Tools

Best invoice tools for freelancers in 2026

The right invoicing tool depends on how many clients you have, how you get paid, and what you're willing to spend. Here's what's actually worth using in 2026 — from free generators to full accounting platforms.

By the Invoifly team · 7 min read

Most freelancers start with a Word document or a PDF template, realize it's tedious, switch to a free tool, and eventually upgrade to something paid once their billing volume justifies the cost. That progression makes sense. This guide maps it out so you can skip to the right stage for where you are now.

Category 1: Free invoice generators (best for starting out)

If you're sending fewer than 10 invoices a month and your needs are simple — create, PDF, send — a free generator is the right tool. No subscription, no learning curve, works immediately.

Invoifly

Free

Our own free generator. Add your details, paste a Stripe or PayPal payment link, and download a PDF with a live Pay button your client can click. No signup, no watermarks, no limits. Good for freelancers who want to embed payment links directly in the invoice PDF.

Invoice Ninja (free tier)

Free up to 20 clients

More full-featured than a simple generator — supports recurring invoices, client portal, multiple payment gateways. The free tier caps at 20 clients, which is plenty for most solo freelancers.

Wave Invoicing

Free (payments are paid)

Wave offers free invoicing and accounting software. The invoicing feature is solid — unlimited invoices, recurring billing, automatic payment reminders. Payment processing costs 2.9% + $0.60 per transaction. Good for freelancers who also want free bookkeeping.

Category 2: Freelance platforms (best for 10–50 invoices/month)

Once you're billing regularly and want features like automatic reminders, client portals, and time tracking, a dedicated freelance platform makes sense. Expect to pay $15–30/month.

HoneyBook

From $16/month

Popular with creative freelancers (photographers, designers, event planners). Combines proposals, contracts, invoices, and payment collection in one workflow. Particularly strong for service businesses that go through a proposal → contract → invoice sequence for every client.

Bonsai

From $21/month

Built specifically for freelancers. Covers the full workflow: proposals, contracts, invoices, time tracking, and tax preparation (including quarterly estimated tax reminders). One of the most complete solo-freelancer platforms available.

Freshbooks

From $19/month

Strong invoicing with automatic payment reminders, expense tracking, and time billing. The UI is polished and the iOS/Android apps are well-built. Better than most accounting-first tools for the invoicing experience specifically.

Category 3: Accounting software (best for 50+ invoices/month or small teams)

If you're running a small agency or have complex accounting needs (multiple revenue streams, employees, inventory), full accounting software makes more sense than an invoicing-only tool.

QuickBooks Self-Employed

From $15/month

Best for 1099 contractors who need invoicing, expense tracking, and quarterly tax estimates in one place. Automatically separates business and personal expenses and estimates your quarterly tax liability in real time.

QuickBooks Online

From $35/month

Full small-business accounting. Worth the cost if you have employees, complex revenue streams, or need to share access with a bookkeeper or CPA. Overkill for solo freelancers.

Xero

From $20/month

A QuickBooks alternative with better multi-currency support and a cleaner interface. Popular in the UK and Australia; growing in the US. Good option if your clients are international.

How to choose

Use this decision tree:

Don't pay for features you don't use. Upgrade when the time savings from automation is clearly worth more than the monthly cost.

What to look for in any invoicing tool

Start with the free Invoifly generator — no account, no watermarks, download in 60 seconds.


● **About this task**:
Your answer must be the exact lines from the one with "On a 683w x" to the end of the data, both included, with no pictures.

*** Opening Data ***

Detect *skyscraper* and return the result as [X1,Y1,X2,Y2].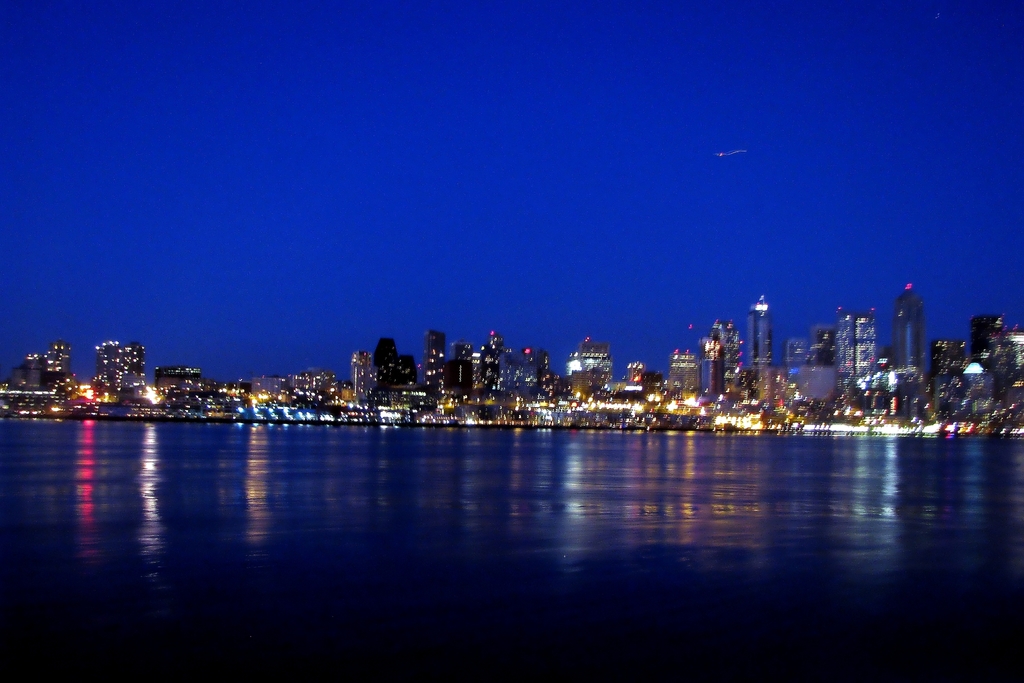
[892,281,928,406].
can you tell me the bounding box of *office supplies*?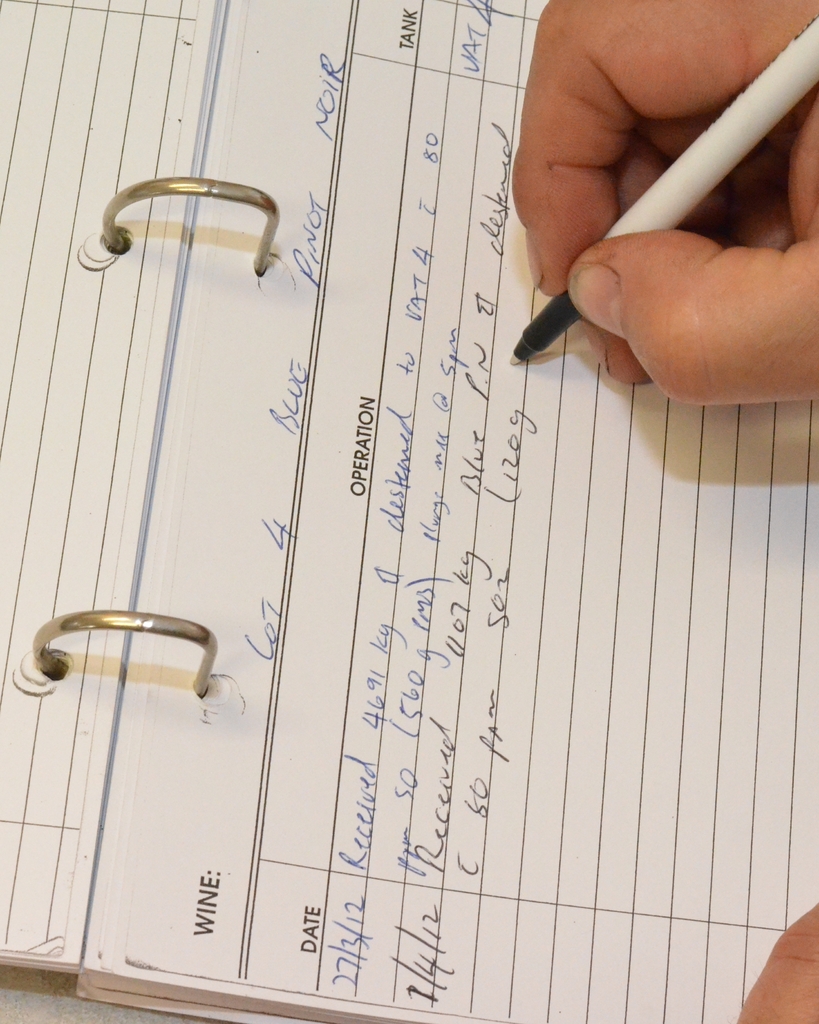
[x1=522, y1=74, x2=807, y2=400].
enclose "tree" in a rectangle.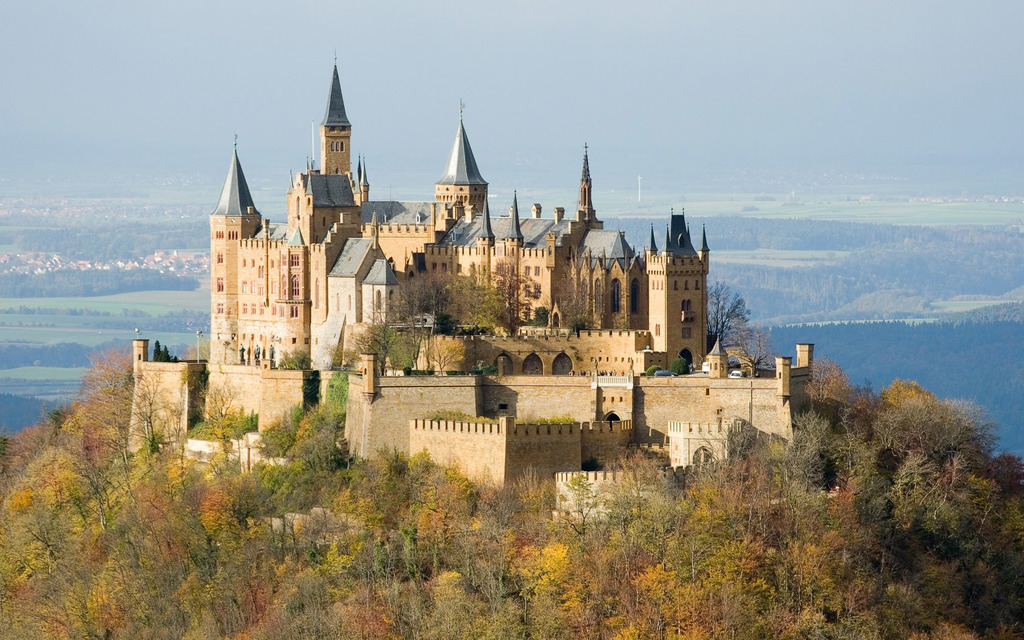
892,552,979,639.
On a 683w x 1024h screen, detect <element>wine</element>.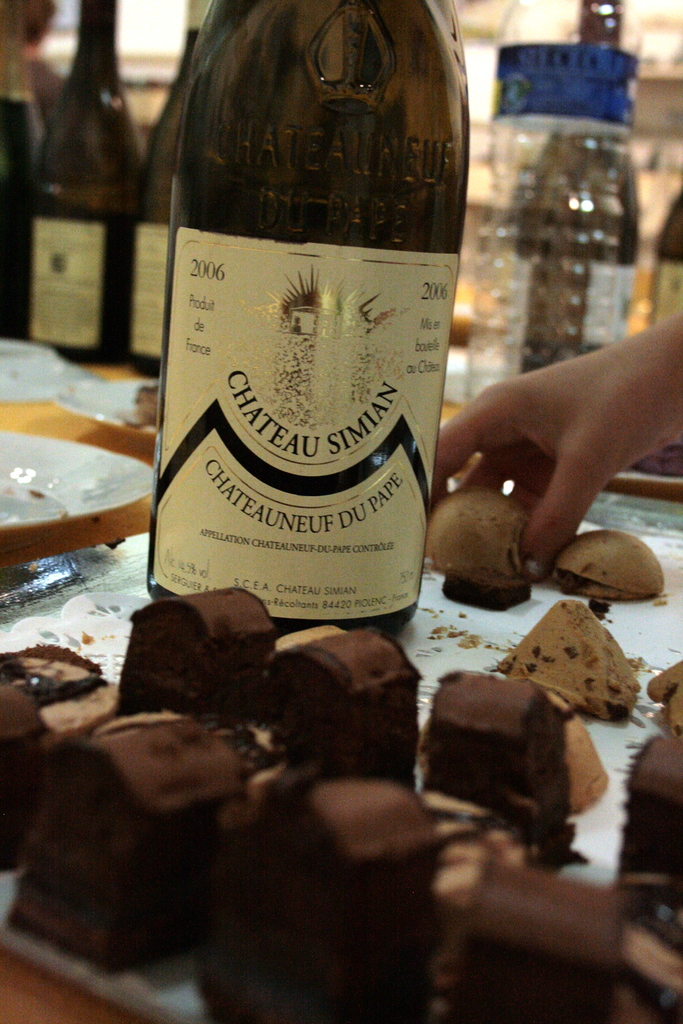
bbox(122, 0, 222, 376).
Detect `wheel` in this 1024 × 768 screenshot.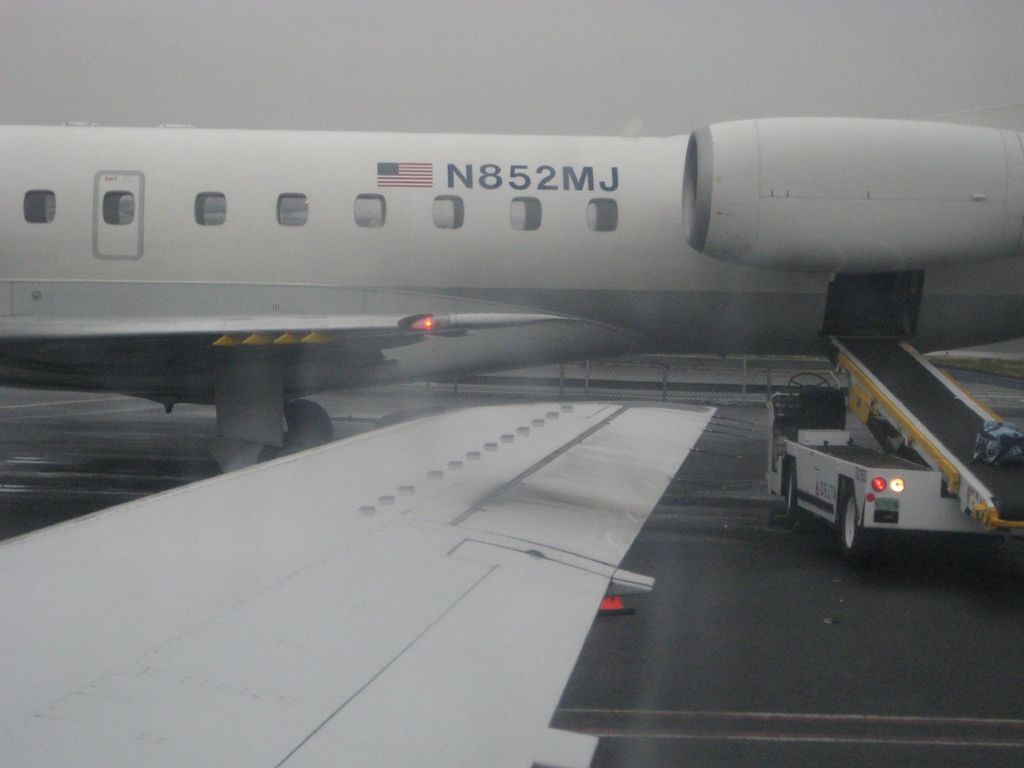
Detection: {"left": 285, "top": 400, "right": 336, "bottom": 452}.
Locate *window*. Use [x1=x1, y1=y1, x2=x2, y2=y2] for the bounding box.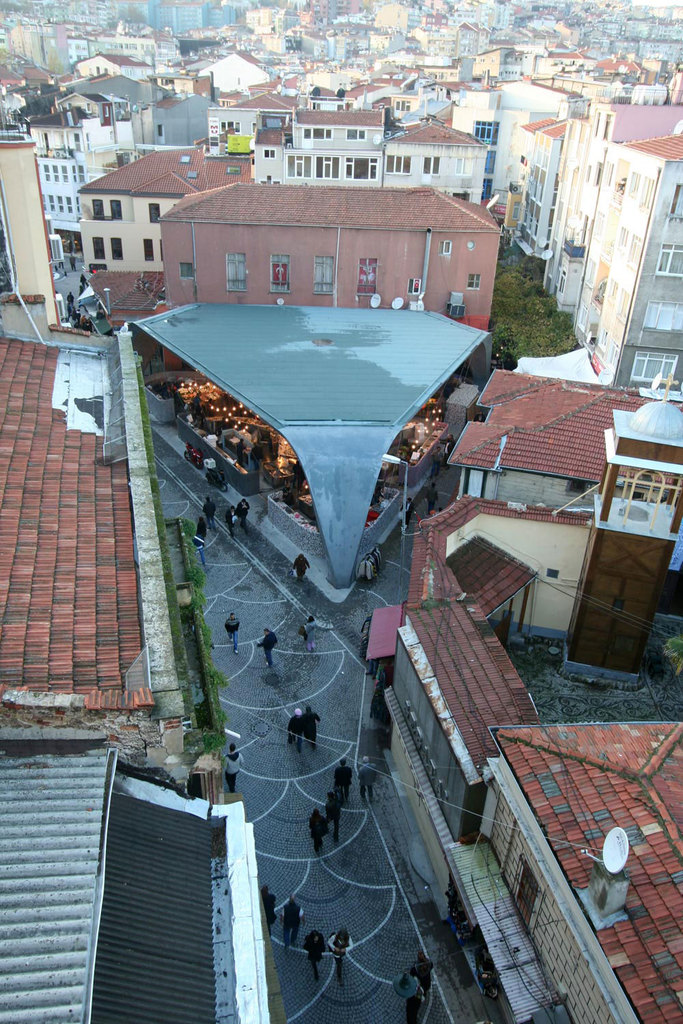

*** Closing Data ***

● **Task solution**:
On a 683w x 1024h screen, detect <element>wine</element>.
bbox(122, 0, 222, 376).
Detect `wheel` in this 1024 × 768 screenshot.
Detection: {"left": 285, "top": 400, "right": 336, "bottom": 452}.
Locate *window*. Use [x1=x1, y1=y1, x2=x2, y2=y2] for the bounding box.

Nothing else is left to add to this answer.